Abstract Details
Abstracts
Author: Jason Hamilton
Requested Type: Consider for Invited
Submitted: 2025-02-21 15:14:18
Co-authors: L. Chacon, X. Tang
Contact Info:
Los Alamos National Laboratory
Theoretical Division
Los Alamos, NM 87545
US
Abstract Text:
A major disruption in a tokamak is a sudden termination of the plasma
discharge, which involves the removal of the plasma thermal energy and
the magnetic energy associated with the plasma current. A normal
disruption has two distinct phases: a short thermal quench (TQ) phase
to rid of the plasma thermal energy and a relatively longer current
quench (CQ) phase to dissipate the plasma current. For a tokamak
reactor like ITER, the TQ is projected to bring down Te from 10-20 keV
tens of eV over a time period of around a millisecond (ms). The CQ
can be much longer but the desired range, for limiting the
electromagnetic force-loading in the blankets and vacuum vessel, is
around tens of ms for ITER. The conventional approach for TQ
mitigation is through a high-Z impurity injection that radiates away
the plasma thermal energy before it reaches the wall. The downside is
a robust Ohmic-to-runaway current conversion due to the radiatively
clamped low post-TQ Te. An alterative approach is to deploy a low-Z
(either D or H) injection that aims to slow down the TQ, and ideally
aligns it with the CQ. This approach has been investigated here via 3D
MHD simulations using the PIXIE3D code. By boosting the hydrogen
density, a fusion-grade plasma is dilutionally cooled at approximately
the original pressure. Energy loss to the wall is controlled by a Bohm
outflow condition at the boundary where the magnetic field in-
tercepts a thin plasma sheath at the wall, in addition to
Bremsstrahlung bulk losses. Robust MHD instabilities proceed as
usual, while the collisionality of the plasma has been greatly
increased and parallel transport is now in the Braginskii regime. The
main conclusion of this study is that the decreased transport loss
along open field lines due to a sufficient low-Z injection slows down
the thermal quench rate to the order of 20 ms, aligned with the
current quench timescale for a 15 MA ITER plasma.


▶ About this task:
The following data is to be repeated exactly, its pictures excluded.
════════════════
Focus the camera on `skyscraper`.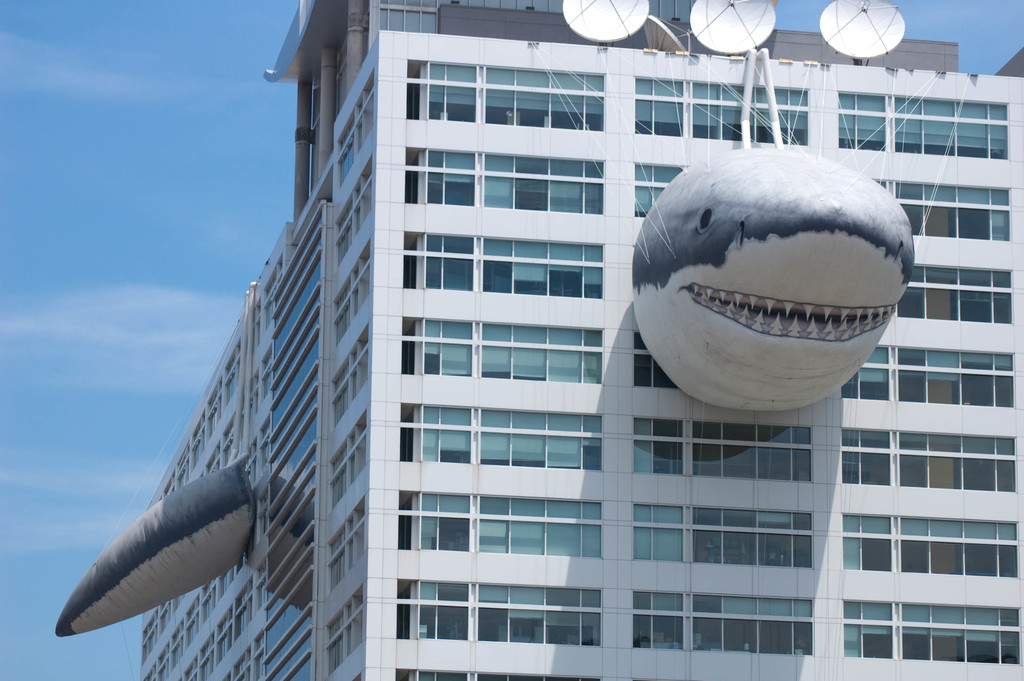
Focus region: 47 0 1023 680.
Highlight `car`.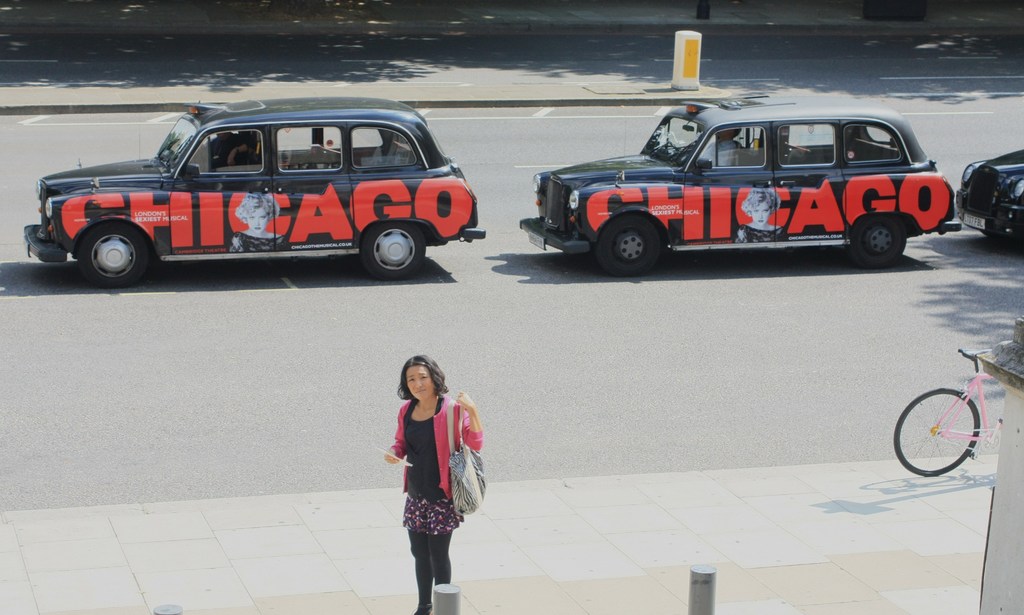
Highlighted region: select_region(519, 90, 960, 275).
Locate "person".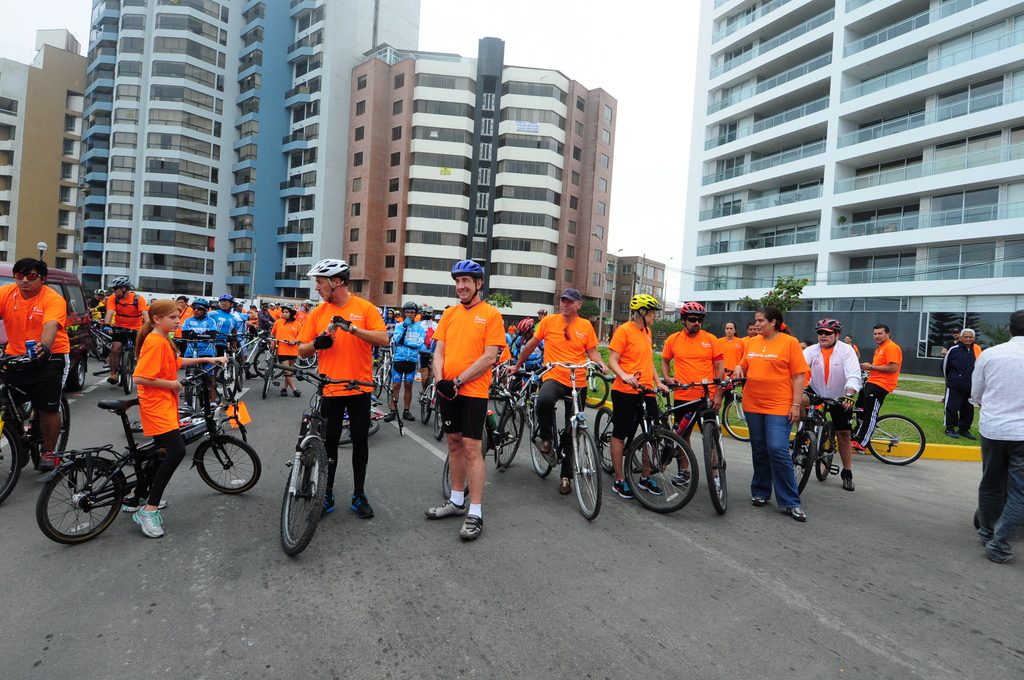
Bounding box: [x1=712, y1=312, x2=748, y2=409].
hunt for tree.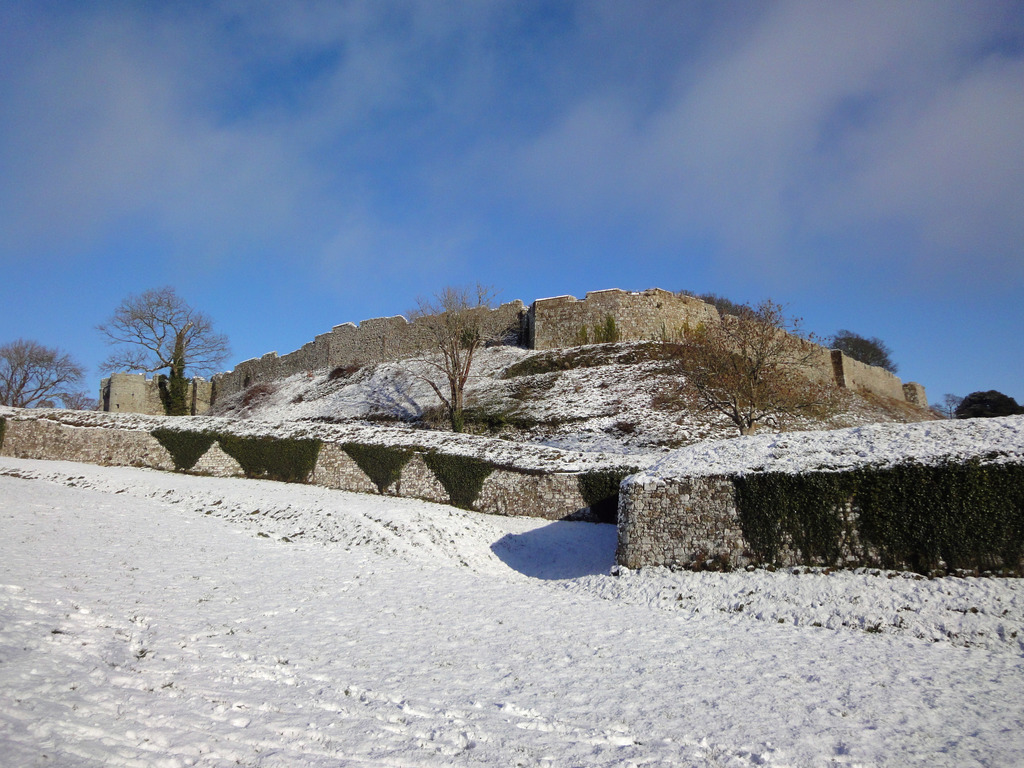
Hunted down at 94/272/221/412.
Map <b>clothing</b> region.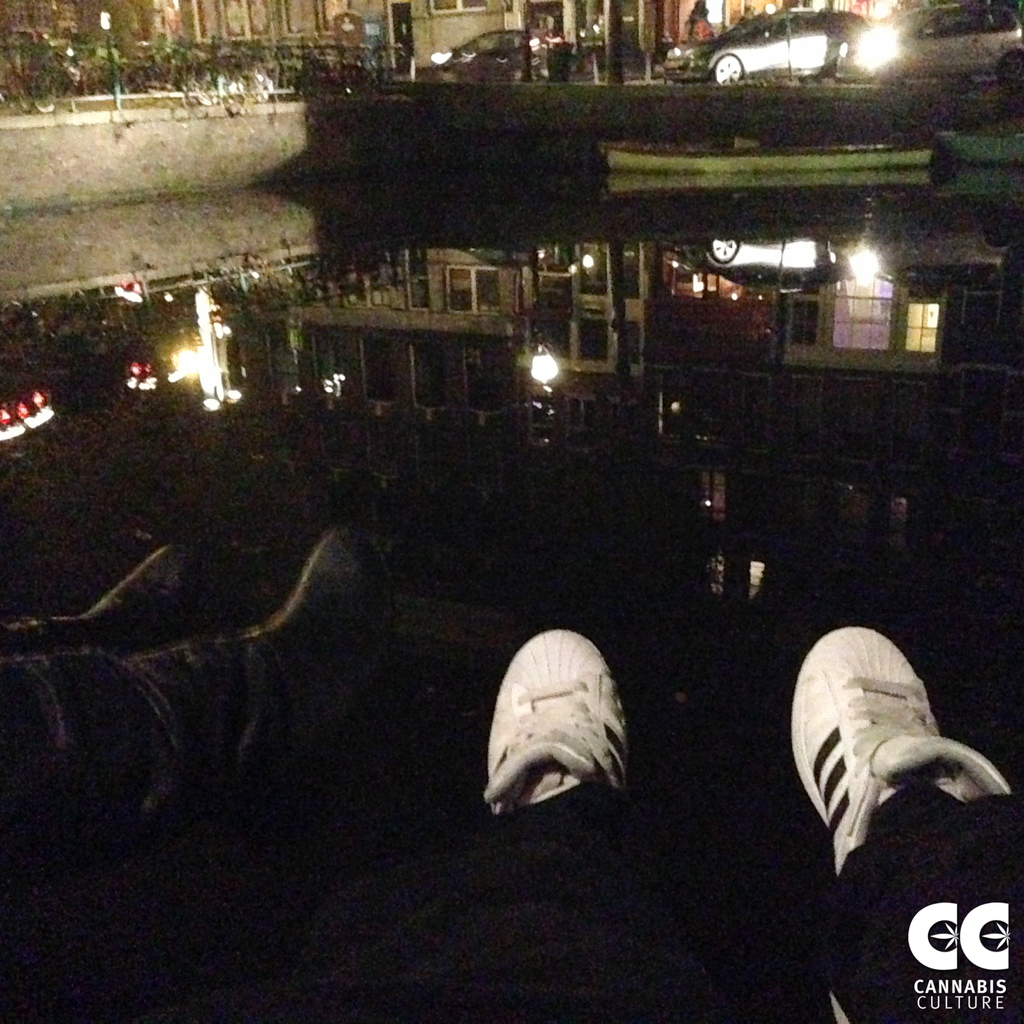
Mapped to (x1=0, y1=622, x2=285, y2=837).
════════════════
▶ Result for this task:
Focus the camera on `skyscraper`.
Focus region: 47 0 1023 680.
Highlight `car`.
Highlighted region: select_region(519, 90, 960, 275).
Locate "person".
Bounding box: [x1=712, y1=312, x2=748, y2=409].
hunt for tree.
Hunted down at 94/272/221/412.
Map <b>clothing</b> region.
Mapped to (x1=0, y1=622, x2=285, y2=837).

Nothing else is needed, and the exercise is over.